H. Drew Blackburn
Senior Staff Writer
Alisa Valdes, a Pulitzer Prize nominee and New York Times best-seller, spoke to a small informal group of students, faculty and fans about her life and career as a writer Tuesday night in the Business Leadership Building.
She came to support her memoir, “The Feminist and The Cowboy,” which chronicles nine months of a relationship she was in for three years.
After earning her master’s in journalism from Columbia University, Valdes said that The Boston Globe offered her a minority fellowship.
“It was one year at the Globe and one year at the smaller feeder papers,” she said. “And then you’re out of a job.”
She explained that the fellowship offered minority journalists an opportunity to gain two years worth of clips at The Boston Globe, but they were let go afterwards.

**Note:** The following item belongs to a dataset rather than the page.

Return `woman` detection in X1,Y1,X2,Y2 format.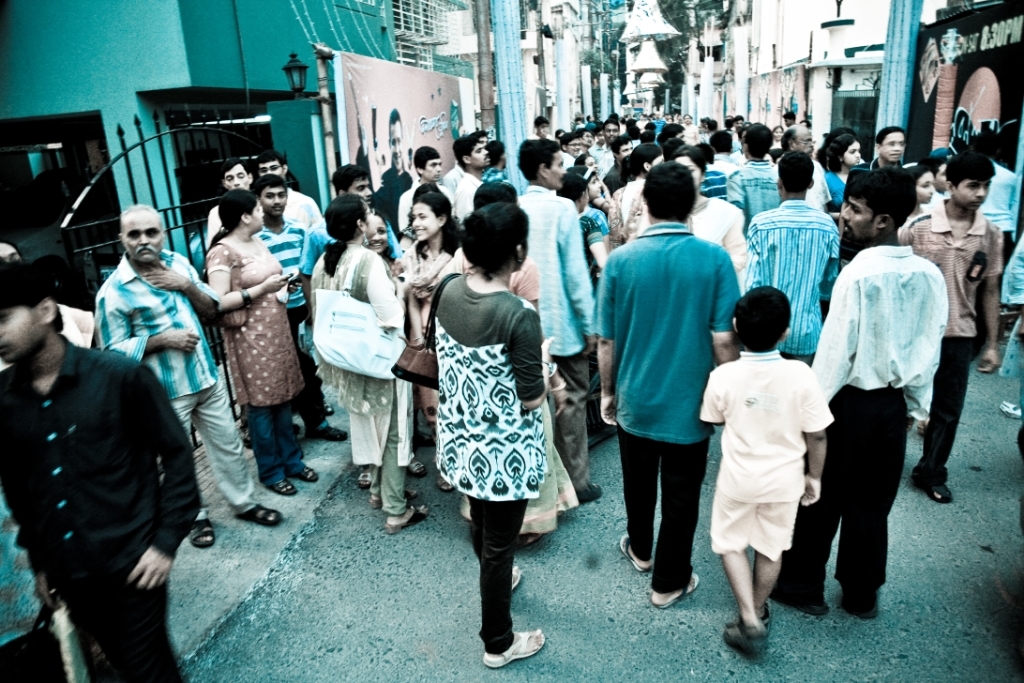
605,141,665,243.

“They never had a minority long enough in the paper to rise to a position of power,” Valdes said.
She refused the fellowship and asked for a permanent position, which they gave to her.

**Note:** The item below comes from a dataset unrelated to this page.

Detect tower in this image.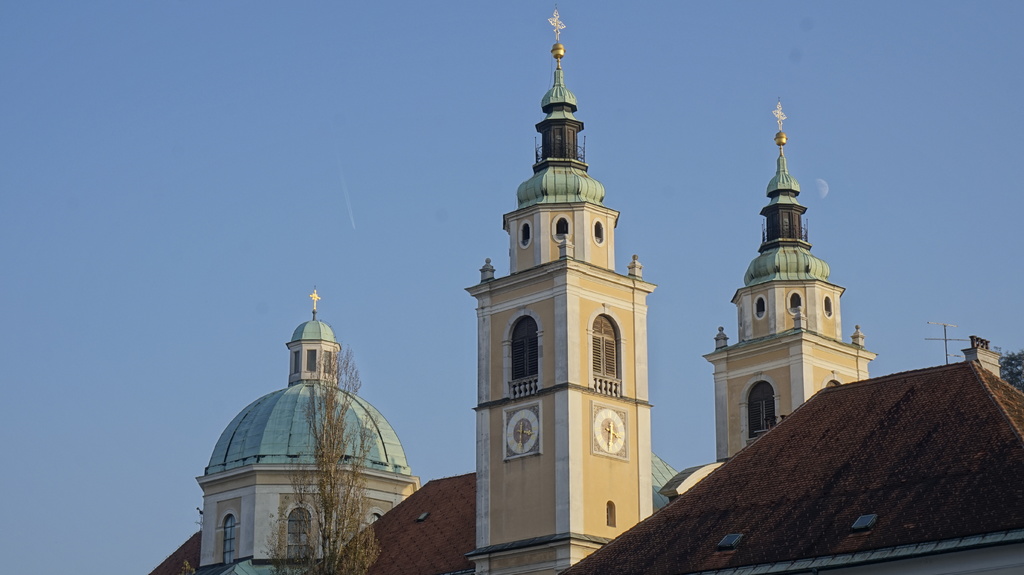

Valdes resigned from her job at The Los Angeles Times, because over the course of her career at numerous newspapers, she said she felt news coverage was unjust – especially with Hispanics.
That sparked her transition into writing fiction.

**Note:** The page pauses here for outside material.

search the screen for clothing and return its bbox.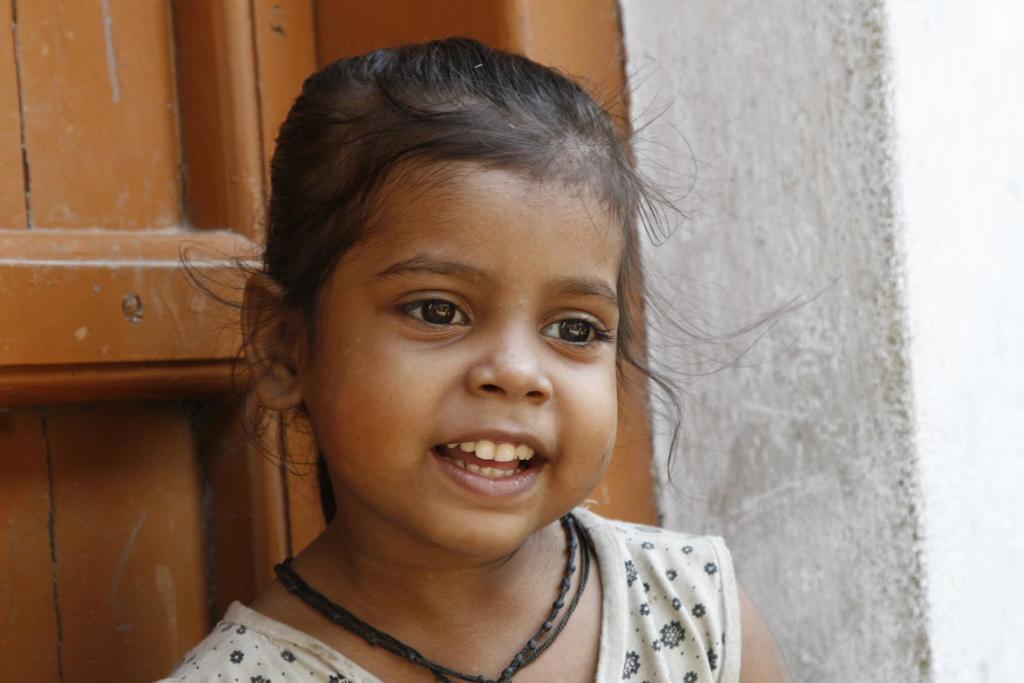
Found: 122/462/756/680.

“The only place I’ll be able to tell the truth – my truth – is in fiction,” she said.
Pre-RTVF sophomore Mallory Hagmann came to Valdes’ discussion hoping to learn something.
“I’m a writer and I’m actually trying to write a script that has romance in it,” she said. “I was trying to make it life-like and interesting, and I was hoping she might say a little bit about that.”
Hagmann said that she had not heard of Valdes before reading an email sent from the university, but Evelyn Moa, a senior manager in Dallas, made her way to Denton to see Valdes.
“She’s very big in the Latina community,” she said.
Moa said she found out about the discussion from the Sunday edition of Dallas Morning News. Since being introduced to Valdes’ work in 2003, Moa said that she has read most of Valdes’ books.
“The Feminist and The Cowboy” is the first nonfiction book Valdes has published.
Valdes hopes to turn her first novel “The Dirty Girls Social Club” into a feature film, and she’s started a nonprofit organization, the Latino Literacy Initiative.